The technique mimics that of SurfingAttack, though in reverse: Where SurfingAttack sent silent ultrasonic voice commands to target smartphones by vibrating the desk on which they sat, AiR-ViBeR sends data from a target computer to a receiving smartphone under the attacker's control.

Duo Security's approach, by contrast, is closer to the original TEMPEST attacks: It relies on generating radio signals which can be picked up by a traditional radio receiver. Rather than attacking the display, however, the researchers found a different way to generate the radio signals required: attacking the graphics card itself.
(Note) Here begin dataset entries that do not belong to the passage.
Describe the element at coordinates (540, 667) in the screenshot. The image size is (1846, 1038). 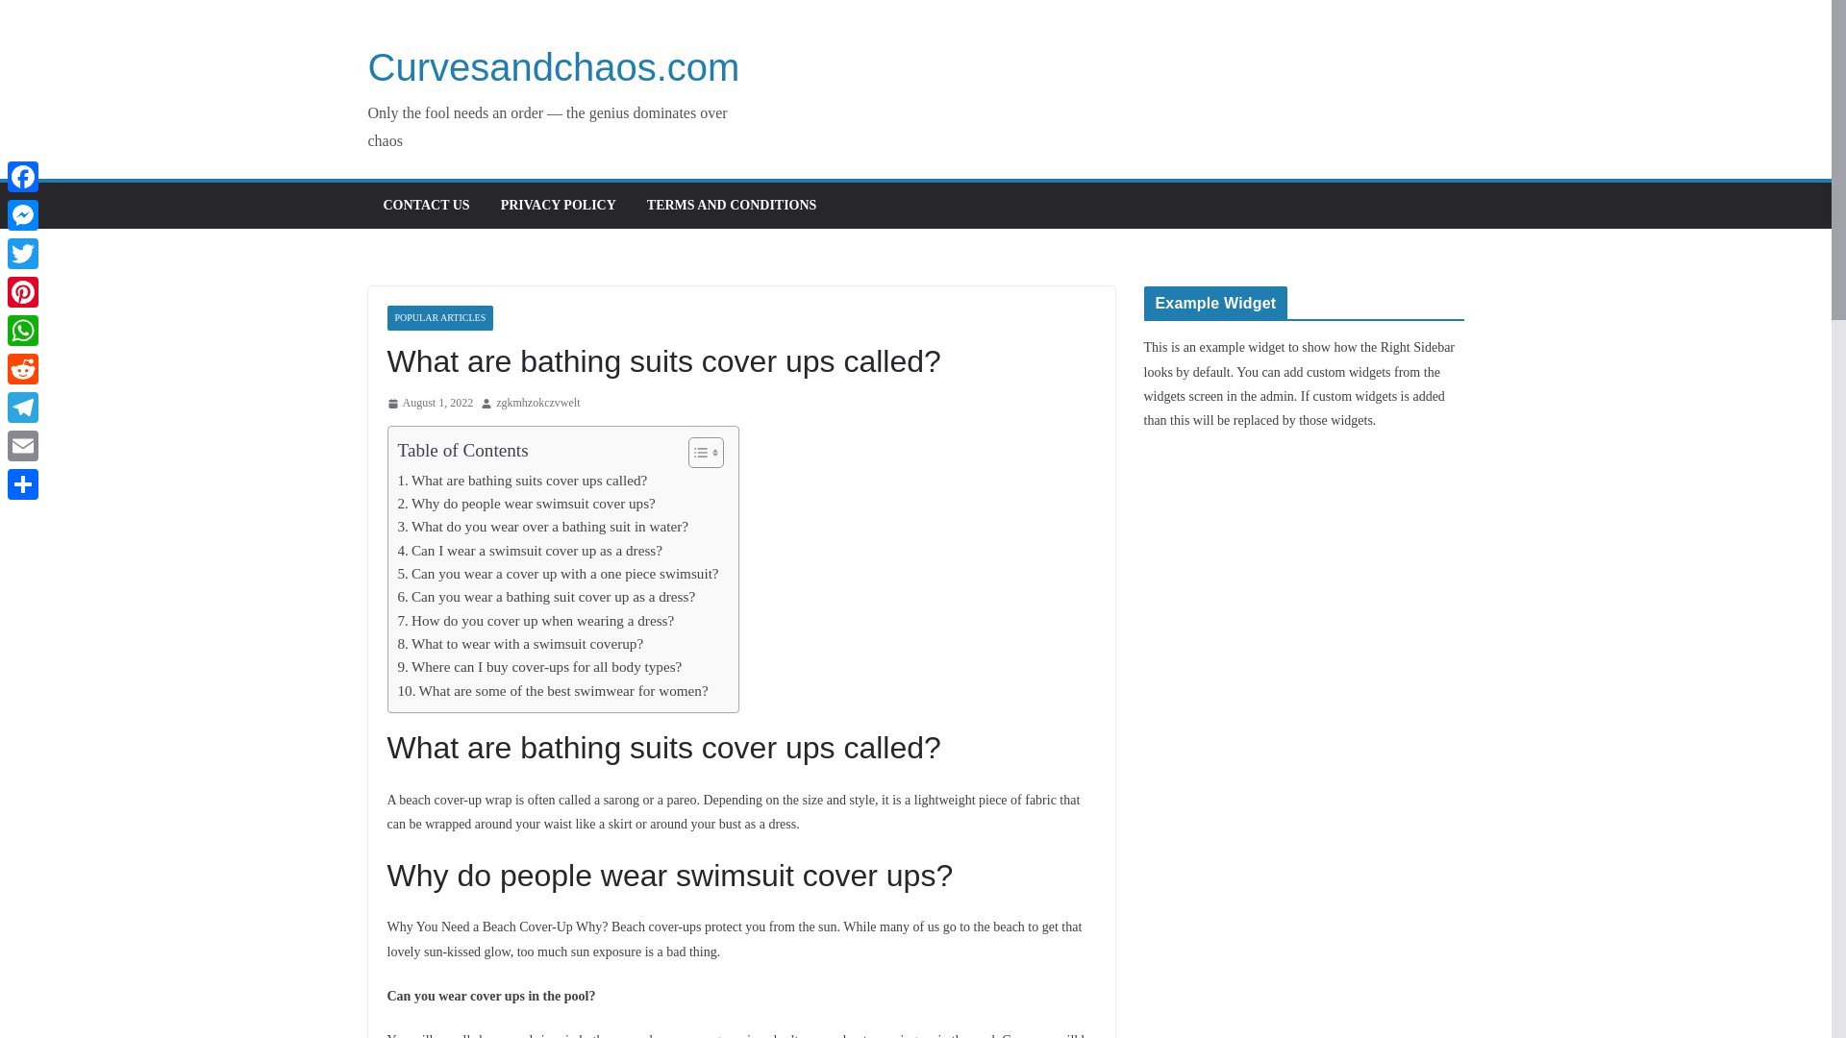
I see `Where can I buy cover-ups for all body types?` at that location.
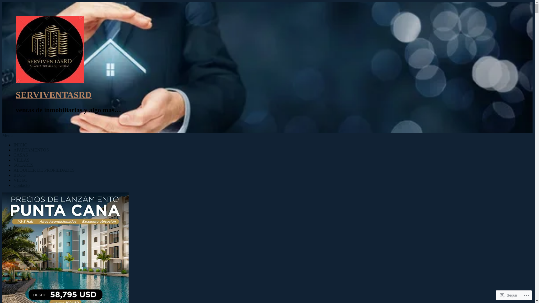 This screenshot has width=539, height=303. What do you see at coordinates (21, 155) in the screenshot?
I see `CASAS` at bounding box center [21, 155].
"Graphics cards these days can suck up a lot of power but they aim to be efficient in doing so by scaling power draw with performance requirements," Duo Security researchers Mikhail Davidov and Baron Oldenburg note. "This behavior is typically completely invisible to the end user outside of maybe the sound of a fan spinning up. Facilities vary from vendor to vendor as to how to adjust relevant power mode thresholds and as the machine we ordered has an ATI based GPU, we will be focusing on that.

"When the 214 MHz clock is enabled, we can absolutely pick it up at multiples of 214 MHz with 428 MHz being the loudest for our configuration. This is a great carrier! It is very loud over background and is a nice low frequency of 428 MHz which allows for great signal penetration. In my tests I was able to pick this particular signal up from over 50ft away through a wall. This gives us the ability to on-off key messages one bit at a time, but that is quite slow and we can do much better. The amdgpu driver also lets you configure the actual clock values themselves in 1 MHz increments. So let’s write a script to do just that and step through the lowest 5 frequencies dwelling on each one for half a second."

With finer-grained control comes the ability to encode more data: "Not only can we control the duration of a transmission to encode data," the pair write, "but now we can start to form an alphabet using a technique called sequential multiple frequency shift keying to encode a lot more data per transmission! We can even vary the rate at which we shift from frequency to frequency to further pack additional data."

Guri's AiR-ViBeR paper has been published on arXiv.org under open-access terms; more information on Duo Security's attack can be found on the company blog.